Switching back to the Katie mould, I started on another doll.  This doll was originally going to be posed in the Dragon Study room on the top floor, leaning over the rail and waving to someone below.  In this position, I decided that it wasn't necessary to separate the fingers and left them as they came out of the mould.  (Chicken?  Me?).  I did decide to alter the face and the doll slowly morphed into something unexpected.  I looked at the face I had made and then flattened down the chest to create a male . . . goblin?  I'm not sure what he is, but I'm really quite proud of him.  I've dressed him in a red brocade vest and silky black pants that give him an Eastern look.  Perhaps he's a Djinn?
The two dolls from the "Katie" mould

Going back to the David mould, I made another doll and focused on messing with the face again.  This time I got a face more in line with what I had in mind, albeit very stern and authorative.  He was perfect so I'm sure you can all hear the "but" I'm about to introduce.  I baked all the dolls I'd done at the same time and the next and last doll I made fell over in the oven, landing right in his face!  I pulled him out half baked, but the damage was done.  He now has no face, just a flat plane at a slight angle with eyes painted on.  I'll either stand him in the castle facing away from the front or create an oufit for him that includes a face scarf of some kind.

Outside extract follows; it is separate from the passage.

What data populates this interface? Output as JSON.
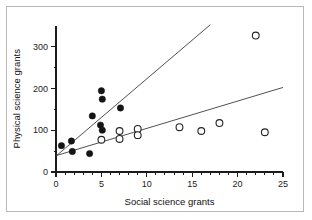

The fifth and final doll I made was again from the David mould, or rather half the David mould.  I used the upper part of David and attached it to a painstakingly scuplted horses body to make a centaur.  By the time I'd finished fussing over him, he too was perfect.  Has disaster written all over it doesn't it?  Well, I braced his body with balsa wood supports when I baked him to ensure he stayed upright, but failed to account for the fact that although the clay shrinks slightly when baked, the wood doesn't, which I think is why the supports intended to keep him stable ended up causing his feet to lift of the ground, his legs to crack and somehow the whole lot went down, wiping clean the best face I'd ever made in the process.  After he had cooled down I pumped glue into his various leg cracks and slathered them in polyfilla.  Once sanded and painted, I think he'll look as good as he should have.  He also has a crack in the back of his neck (long hair needed) and in one arm (sleeves?).  Harder to disguise will be the funny bows in both arms.  People, even centaurs, don't usually bend between the elbow and the wrist.

The Centuar is still very much in-progress

Unless the woman mould (called Chelsea) arrives soon, I'm going to use bought dolls for the rest of the people in the castle because I want to finally finish the castle and have very little faith in mail services not to have completely lost the remaining moulds.  As you may have noticed in the first photo, I have already started to dress a cheap porcelian doll as a cook and "he" (who actually started out as a she, but once you glue on a big beard who can tell?) has a porcelain kitchen maid in the works to give him a hand.  I'll probably reward Artie for all his hard modelling work in the castle over the past months by giving him some proper clothes and a place in the castle as well as one or two glamourous ladies to keep him company.

My first attempt at making wings from Fantasy Film for the first "Katie" doll.